In my early years of quilting the way I looked for a quilt design was by searching for just the right block. For example, because my brother proposed to my SIL on top of the Empire State Building I knew I wanted to make a New York Beauty based quilt as their wedding present. Often I would stroll through the block designs on a site like Quilter's Cache. Then I would make up a bunch of blocks, still not knowing what the final quilt would look like. After some sewing I would try to make it all come together. I could pick a block based on its name or what it looked like and how that referenced the recipient. It was actually a really good step towards design because it allowed for personal creativity while working within the confines of a block pattern.
Now, with so many quilts on the go I am often - if I'm being honest - not stuck for ideas. I generally have a problem NOT starting a new quilt, a new pattern. There comes that time when a baby is being born, a friend is getting married, a book is being written and I need to decide on demand what exactly I am going to make. In those moments I do one of two things, some times both.
1. Ask myself: Am I improvising this one?
You see, if I am going to improvise I might just start with my fabric or my idea and let loose. Bring on the rotary cutter and the neutral thread because I am just going to play until something more concrete forms.
2. Flip through my sketchbooks.
I keep detailed sketchbooks, have done so for years. They are where I capture any and all ideas. Gone are the days of scratching a design on hotel stationary and receipts from my wallet. My sketchbook lives by my side.

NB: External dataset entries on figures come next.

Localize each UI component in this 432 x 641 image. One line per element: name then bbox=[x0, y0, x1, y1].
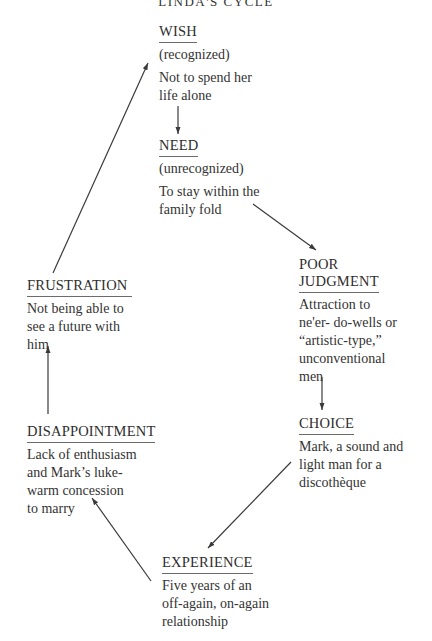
arrow-frustration-to-wish bbox=[53, 63, 148, 273]
node-qualifier: (recognized) bbox=[159, 46, 319, 63]
node-description: Attraction to ne'er- do-wells or “artist… bbox=[299, 296, 432, 386]
node-heading: EXPERIENCE bbox=[162, 554, 253, 574]
node-choice: CHOICE Mark, a sound and light man for a… bbox=[299, 414, 432, 492]
node-description: Not to spend her life alone bbox=[159, 69, 319, 105]
node-heading: POOR JUDGMENT bbox=[299, 256, 379, 293]
node-description: Lack of enthusiasm and Mark’s luke- warm… bbox=[27, 446, 167, 518]
node-heading: FRUSTRATION bbox=[27, 277, 132, 297]
node-description: To stay within the family fold bbox=[159, 183, 329, 219]
node-experience: EXPERIENCE Five years of an off-again, o… bbox=[162, 553, 332, 631]
node-description: Mark, a sound and light man for a discot… bbox=[299, 438, 432, 492]
node-heading: WISH bbox=[159, 23, 197, 43]
node-need: NEED (unrecognized) To stay within the f… bbox=[159, 136, 329, 219]
node-wish: WISH (recognized) Not to spend her life … bbox=[159, 22, 319, 105]
node-qualifier: (unrecognized) bbox=[159, 160, 329, 177]
node-heading: NEED bbox=[159, 137, 198, 157]
node-disappointment: DISAPPOINTMENT Lack of enthusiasm and Ma… bbox=[27, 422, 167, 518]
node-heading: DISAPPOINTMENT bbox=[27, 423, 155, 443]
node-heading: CHOICE bbox=[299, 415, 354, 435]
arrow-choice-to-experience bbox=[208, 462, 291, 548]
node-description: Not being able to see a future with him bbox=[27, 300, 167, 354]
node-poor-judgment: POOR JUDGMENT Attraction to ne'er- do-we… bbox=[299, 256, 432, 386]
node-description: Five years of an off-again, on-again rel… bbox=[162, 577, 332, 631]
node-frustration: FRUSTRATION Not being able to see a futu… bbox=[27, 276, 167, 354]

So when I need to make something new I can pull out the dozen or so stashed on the cutting table in my sewing room, make a pot of tea, and flip through the pages until an old idea seems so RIGHT NOW.
Even with all the books on my not quite bookshelf I will often transfer the idea to my sketchbook (with proper sourcing) so that I only have one thing to look through.
One thing I know I do, and I think many others do, is getting hung up on making just the right quilt. We have to tell ourselves though that the recipient, if there is one, is going to love anything we make; that the symbolism we are assigning to our choices is 80% of the time only visible to us, the maker. And if they do get the symbolism they don't need the explanation and it doesn't have to be evident in every single step of the quilt making.
(Photo by Kate Inglis for You Inspire Me to Quilt, C&T Publishing 2015)
When there is no recipient and we are making for the sake of making then I firmly believe we should try the first idea we had. Our instincts are usually correct, for one. Just like when you go to a restaurant and talk yourself out of the pasta you really want but think you should try their signature chicken dish, then are sorely disappointed. Not because the dish is bad, but because it wasn't the pasta.
And two, no one says you have to make the whole quilt. Just try out a few blocks, or put some of the fabrics together in sewn form to make sure they work. Try, play, experiment. You can always change your mind. Just because you start the quilt, doesn't mean it has to become a quilt.
There are so many choices to make in quilt making and picking the quilt to make is the most challenging. But it is also the most exciting. We need to keep ourselves from getting overwhelmed by the choice. Keep a running selection. Or don't. My friend Rossie, for example, doesn't keep a sketchbook because she says the good ideas will surface when they need to. Also, we all need to accept that we will never make all the ideas we have, there are not enough years in our lives and there are lives that need to be lived, so we should make the quilts that get us the most excited at that moment.
This is the third post in a year long series on all the steps of making a quilt. Musings and thoughts on the process.